Hedge Fund Job: Must Understand Benford's Law

Another guest post

The folks over at Valleywag are having fun with a Craigslist posting for a hedge fund job. In addition to looking for someone with all the typical quant skills, the ad asks applicants to do the following
1) Prepare a cover letter.
2) Flip a coin 50 times. Record the results on your resume as a sequence of heads (H) or tails (T) symbols.
3) Email your cover letter and resume to us.
Speculation abounds as to what the fund is getting at, but a few commenters suspect it's some sort of honesty test. The idea is that when people try to manufacture randomness on their own, they usually do a bad job. For example, a 25/25 split of heads/tails would be a dead giveaway that the applicant didn't to the assignment. The are other tells too that you could come up with.

An old NYT article explains what's going on, and how it relates to Benford's Law:
Dr. Theodore P. Hill asks his mathematics students at the Georgia Institute of Technology to go home and either flip a coin 200 times and record the results, or merely pretend to flip a coin and fake 200 results. The following day he runs his eye over the homework data, and to the students' amazement, he easily fingers nearly all those who faked their tosses.

"The truth is," he said in an interview, "most people don't know the real odds of such an exercise, so they can't fake data convincingly."

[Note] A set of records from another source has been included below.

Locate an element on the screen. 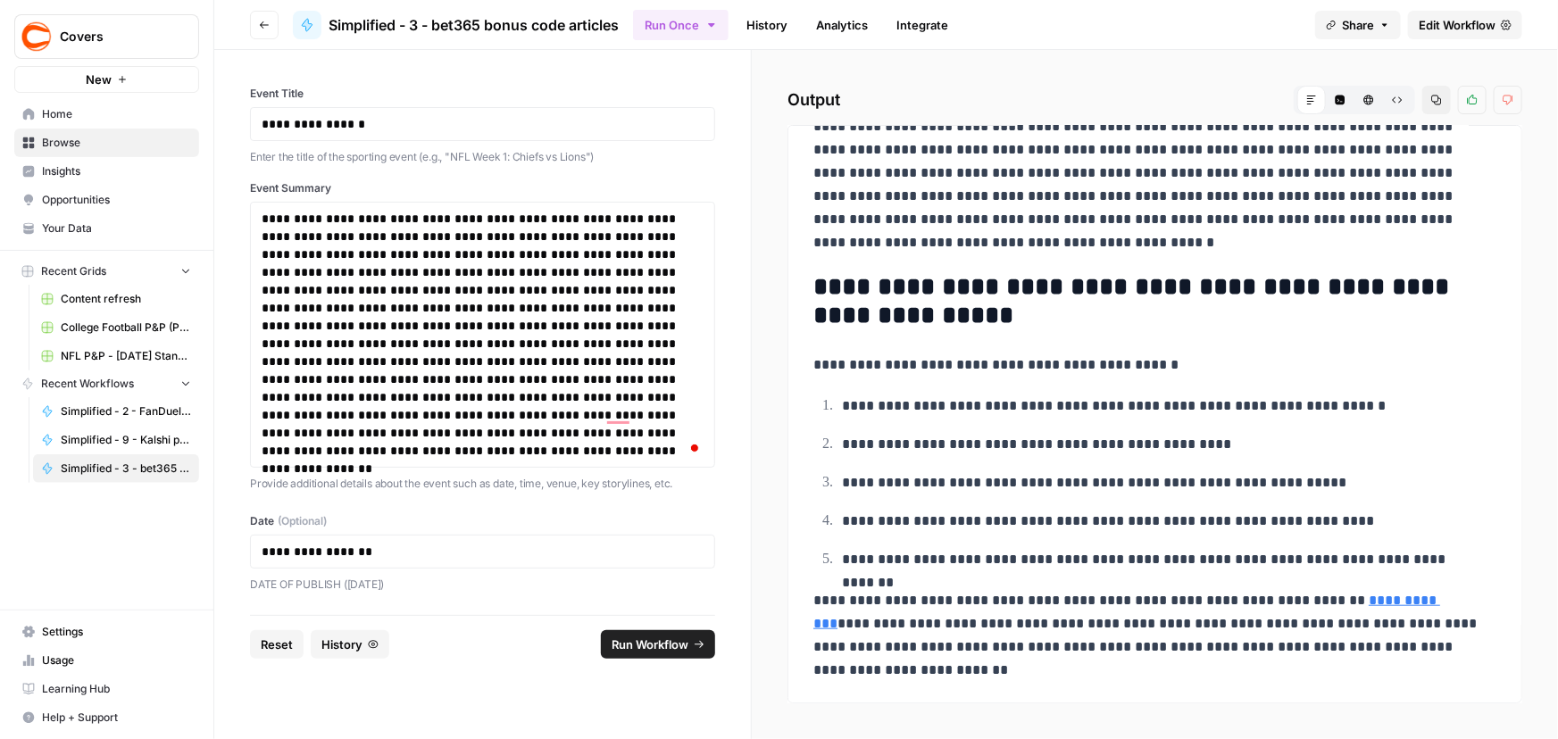  span: Recent Workflows is located at coordinates (87, 384).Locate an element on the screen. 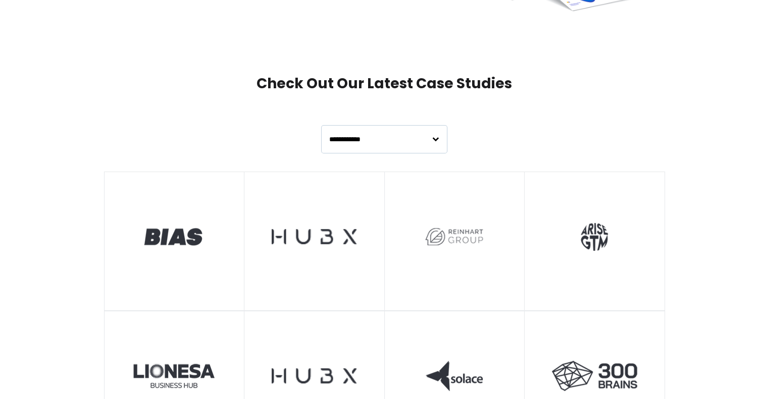  img: grey-logo-lioneasbh is located at coordinates (174, 376).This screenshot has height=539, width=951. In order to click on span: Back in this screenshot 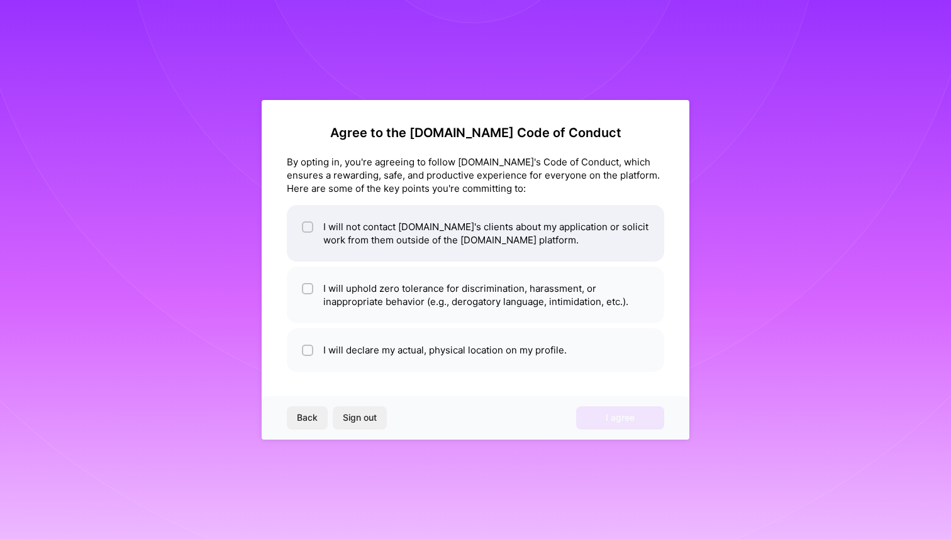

There is more to this than a classroom trick.

Dr. Hill is one of a growing number of statisticians, accountants and mathematicians who are convinced that an astonishing mathematical theorem known as Benford's Law is a powerful and relatively simple tool for pointing suspicion at frauds, embezzlers, tax evaders, sloppy accountants and even computer bugs.

Then again, maybe they're getting at something totally different. Any guesses?